While Waller briefly considers my eliminativist challenge in his final chapter, he fails to address the core question: why should we fix the reference of "free will" to the kinds of abilities we share with foraging animals? Spelling out the benefits of adopting a naturalistic, non-miraculous account of free will is one thing, but justifying preservationism is another. In my estimate, Waller does an excellent job at the former but fails at the latter. What is needed (but not provided) is a sustained justification of preservationism and an account of reference fixing that makes it plausible.
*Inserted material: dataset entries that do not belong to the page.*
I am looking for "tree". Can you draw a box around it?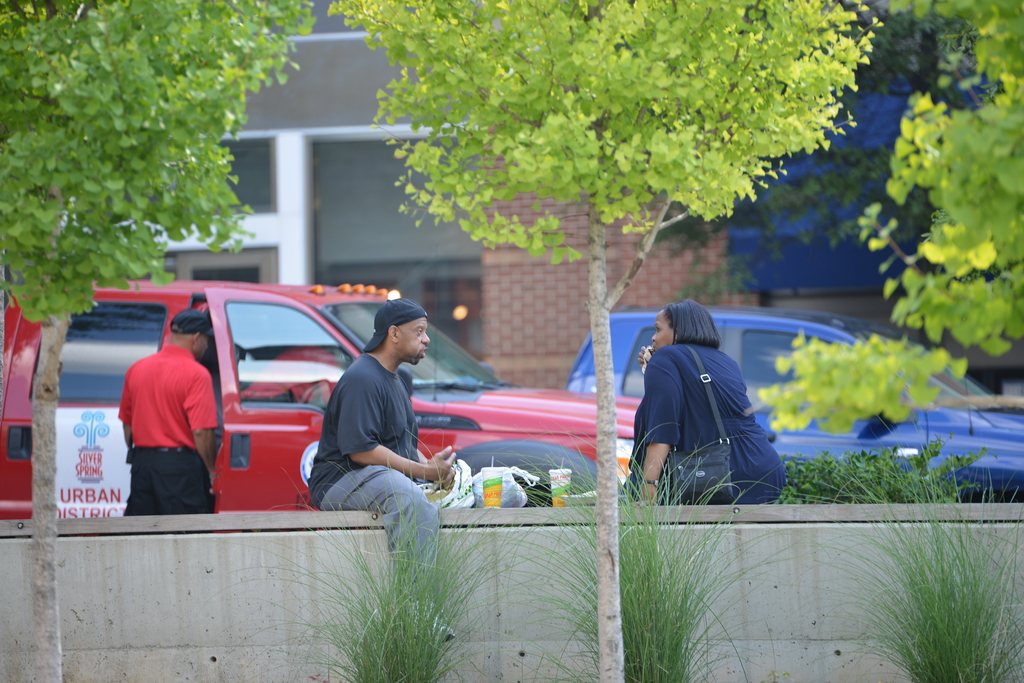
Sure, the bounding box is [0, 0, 316, 680].
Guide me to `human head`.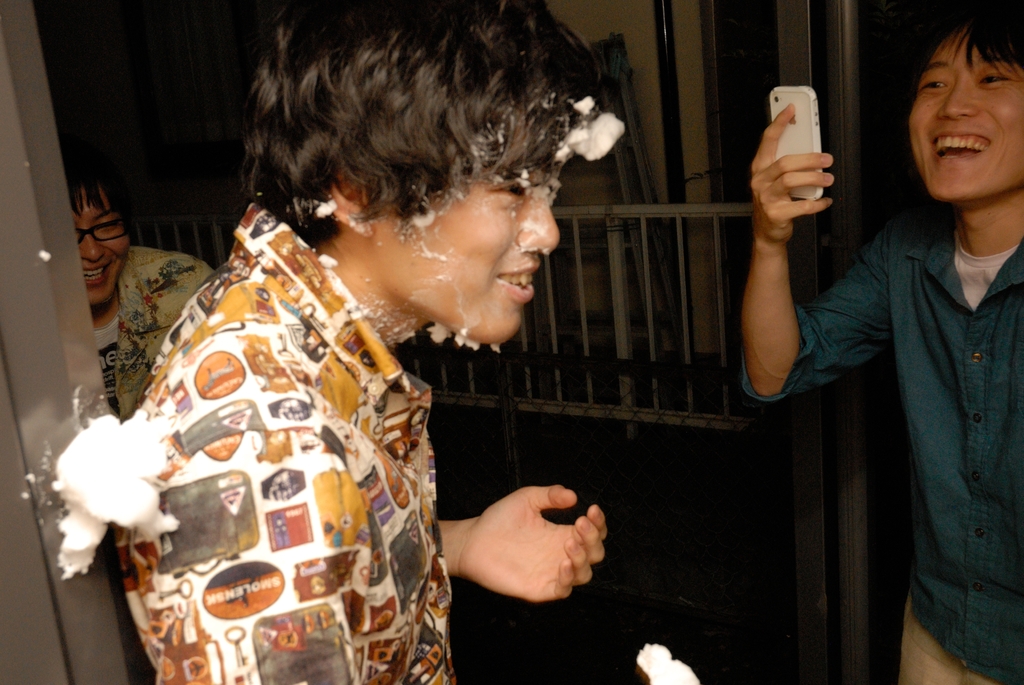
Guidance: [905,6,1023,213].
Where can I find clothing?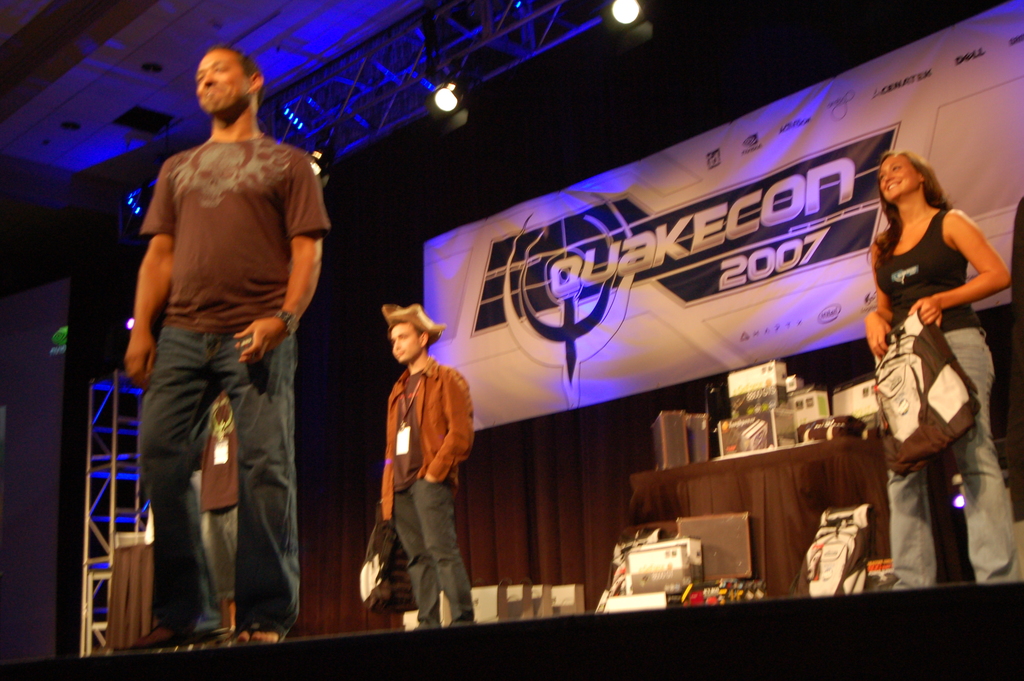
You can find it at select_region(871, 208, 1018, 592).
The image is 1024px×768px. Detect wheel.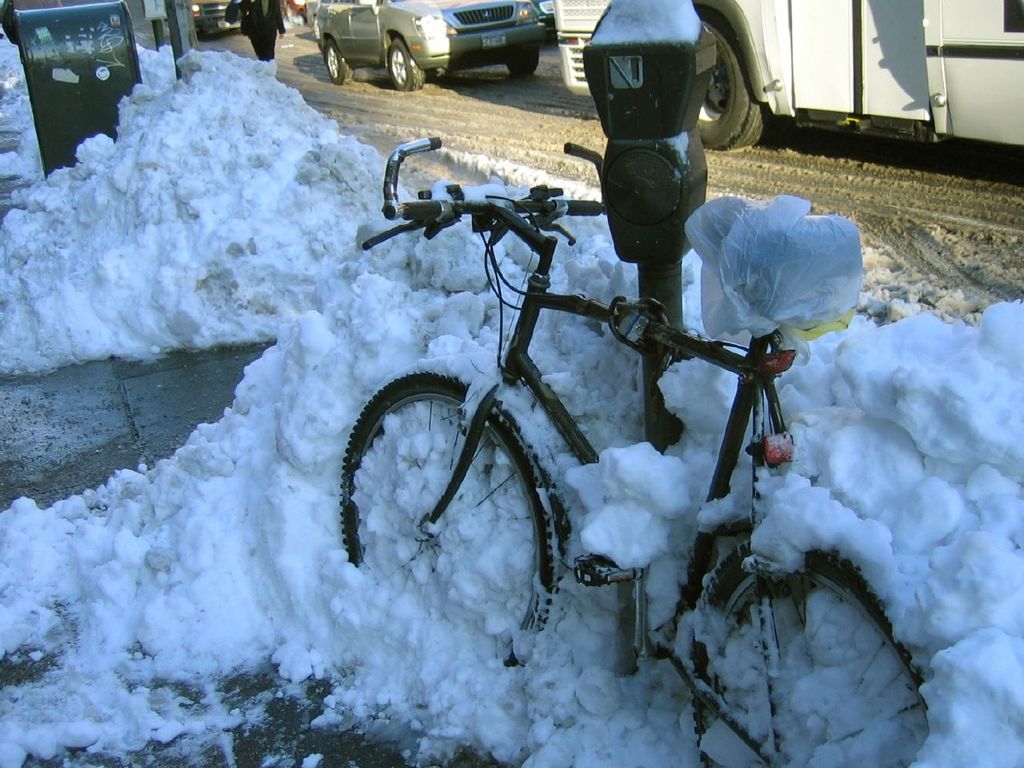
Detection: 388 34 424 95.
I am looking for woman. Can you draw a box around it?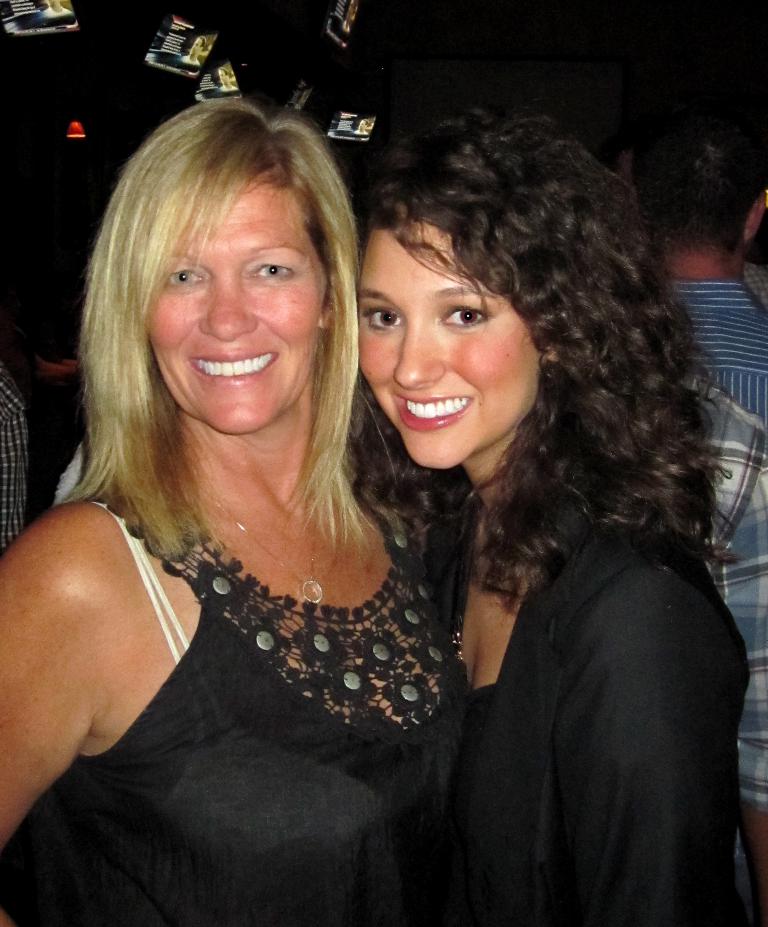
Sure, the bounding box is box(353, 118, 754, 926).
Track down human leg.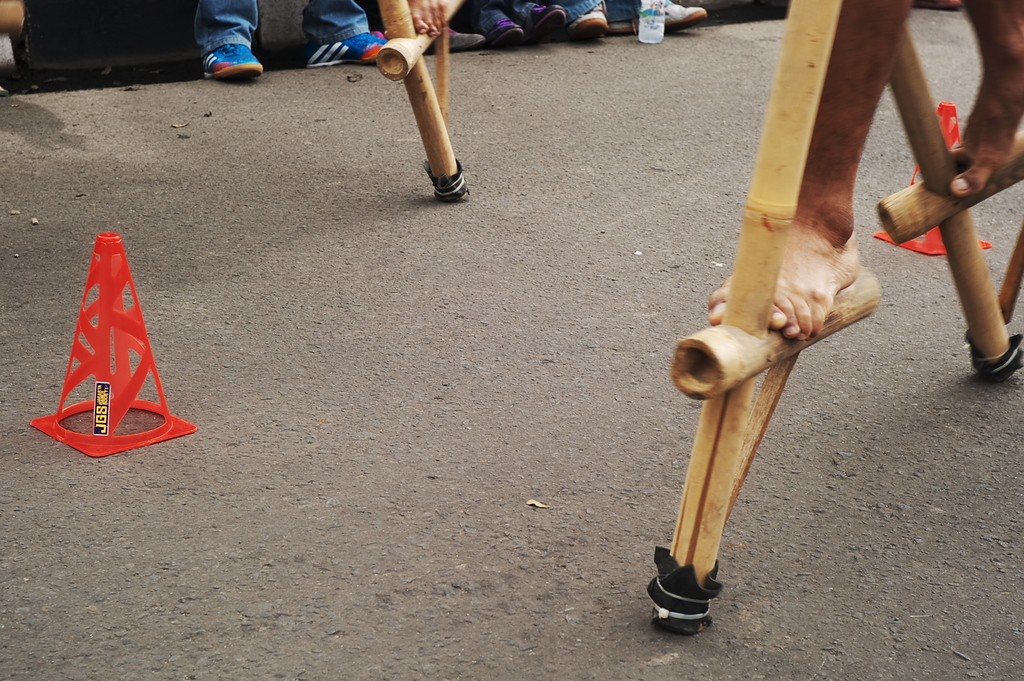
Tracked to <box>300,0,390,70</box>.
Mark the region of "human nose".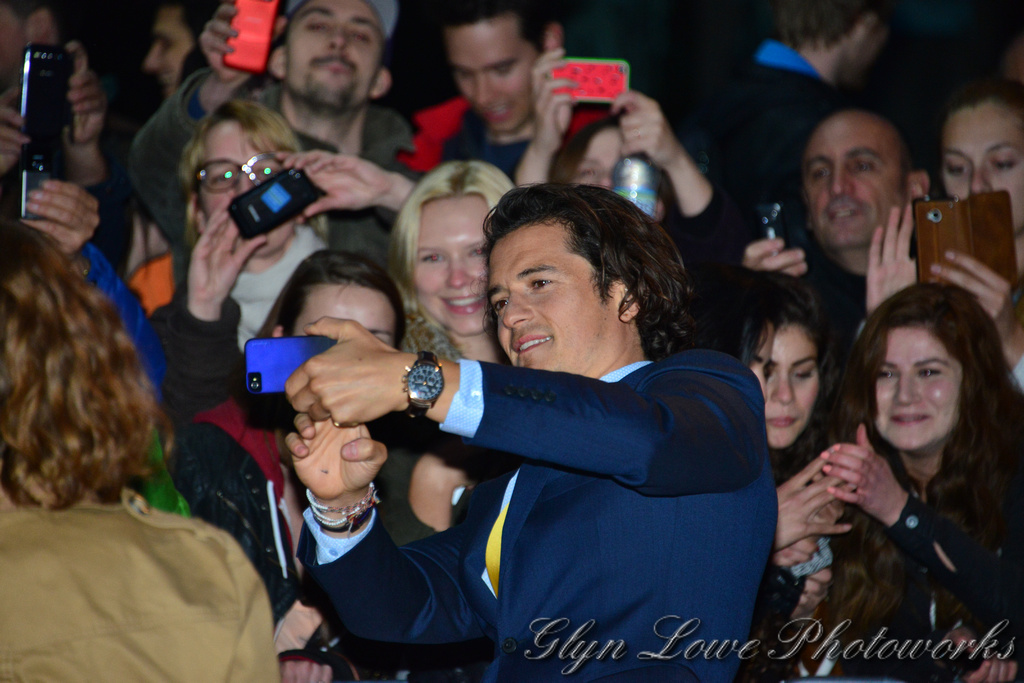
Region: pyautogui.locateOnScreen(144, 48, 160, 72).
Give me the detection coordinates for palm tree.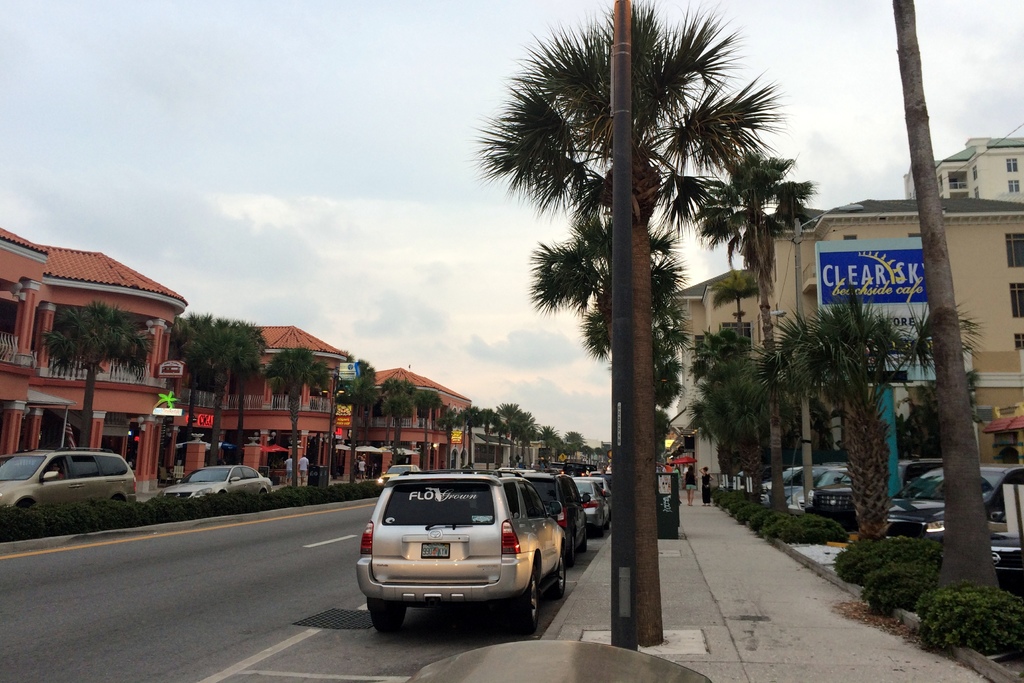
BBox(493, 5, 765, 647).
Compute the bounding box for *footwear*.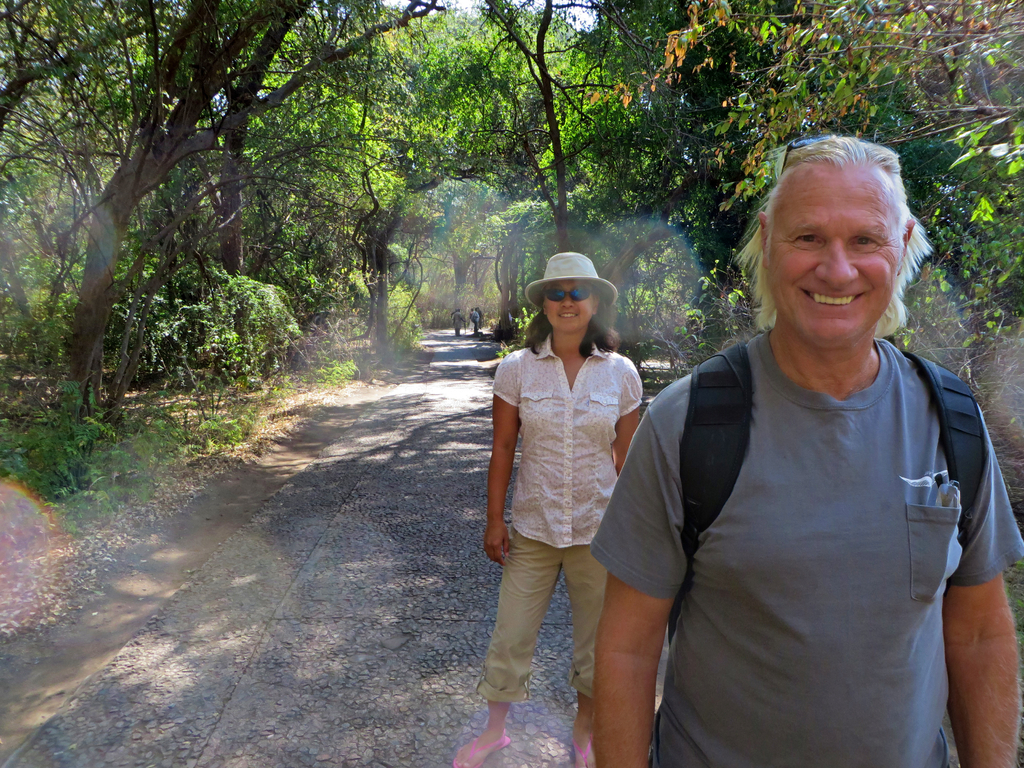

Let me end by saying that despite these criticisms, this book is worthy of careful examination. Waller's account of restorative free will is original and provocative. It will give readers much to think about. His writing is clear, direct, often humorous, and always insightful. Whether or not one agrees with him, Waller raises important and difficult questions, forcing us to reconsider our assumptions about human uniqueness, moral responsibility, and free will. Moving forward, philosophers will definitely need to take seriously his reverse semi-compatibilism (my term, not his), which maintains that we should reject moral responsibility but preserve restorative free will.

REFERENCES

Carey, Jasmine M., and Delroy L. Paulhus. 2013. Worldview implication of believing in free will and/or determinism: Politics, morality, and punitiveness. Journal of Personality 81 (2): 130-41.

Caruso, Gregg D. 2012. Free will and consciousness: A determinist account of the illusion of free will. Lexington Books.

Caruso, Gregg D. 2015. Free will eliminativism: Reference, error, and phenomenology. Philosophical Studies 172 (10): 2823-2833.

Caruso, Gregg D., Stephen G. Morris. Manuscript. Compatibilism and retributive desert moral responsibility: On what is of central philosophical and practical importance. Currently under review.

Deery, Oisin, Matt Bedke, and Shaun Nichols. (2013). Phenomenal abilities: Incompatibilism and the experience of agency. In Oxford studies in agency and responsibility, ed. D. Shoemaker.

Mele, Alfred. 1995. Autonomous agents. Oxford University Press.

Mele, Alfred. 2006. Free will and luck. Oxford University Press.

Nahmias, Eddy. 2011. Intuitions about free will, determinism, and bypassing. In The Oxford handbook of free will, 2nd edition, Ed. Robert Kane, 555-75. Oxford University Press.

Shariff, A.F., Greene, J.D., Karremans, J.C., Luguri, J.B., Clark, C.J., Schooler, J.W., Baumeister, R.F., and K.D. Vohs. 2014. Free will and punishment: A mechanistic view of human nature reduces retribution. Psychological Science published online June 10: 1-8.

Vargas, Manuel. 2007. Revisionism. In Four Views on Free Will, eds. J. Fischer, R. Kane, D. Pereboom and M. Vargas, 126-165. Wiley-Blackwell Publishing.

Vargas, Manuel. 2009. Revisionism about free will: a statement and defense. Philosophical Studies, 144(1), 45-62.

Vargas, Manuel. 2013. Building better beings: A theory of moral responsibility. Oxford University Press.

Waller, Bruce. 1990. Freedom without responsibility. Temple University Press.

Waller, Bruce. 2011. Against moral responsibility. MIT Press.

Waller, Bruce. 2015. The stubborn system of moral responsibility. MIT Press.